MCP servers from a tool I use are not appearing
MCP servers from a tool I use are not appearing
- The script reads from a known list of MCP config locations. If your IDE or agent CLI uses a non-standard path, file an issue with your account team and we will add the path to the next script release.
- Verify the config file exists on the device by running
cat ~/.cursor/mcp.json(or the equivalent path) — if it is missing, no servers are declared.

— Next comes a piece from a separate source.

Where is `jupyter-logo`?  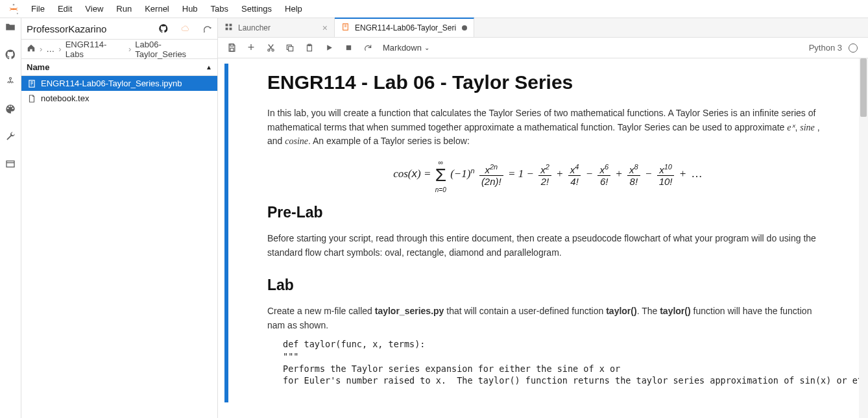 jupyter-logo is located at coordinates (14, 9).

401 Unauthorized in script logs
401 Unauthorized in script logs
Duplicate hosts appearing for the same device
Duplicate hosts appearing for the same device
- The script uses the device’s hardware UUID (macOS
IOPlatformUUID/ WindowsMachineGuid) as the stable host identifier. If a device was re-imaged, the new identity is intentionally a new entry. Archive the old host entry from the inventory page.
Script runs but Intune marks it as failed
Script runs but Intune marks it as failed
- Intune treats any non-zero exit code as failure. The Discovery script exits 0 on success and 2 on a non-fatal warning (e.g. one of many config files unreadable). Check the script log under
/Library/Logs/NeuralTrust/discover.log(macOS) orC:\ProgramData\NeuralTrust\Discovery\discover.log(Windows) to see the warning detail.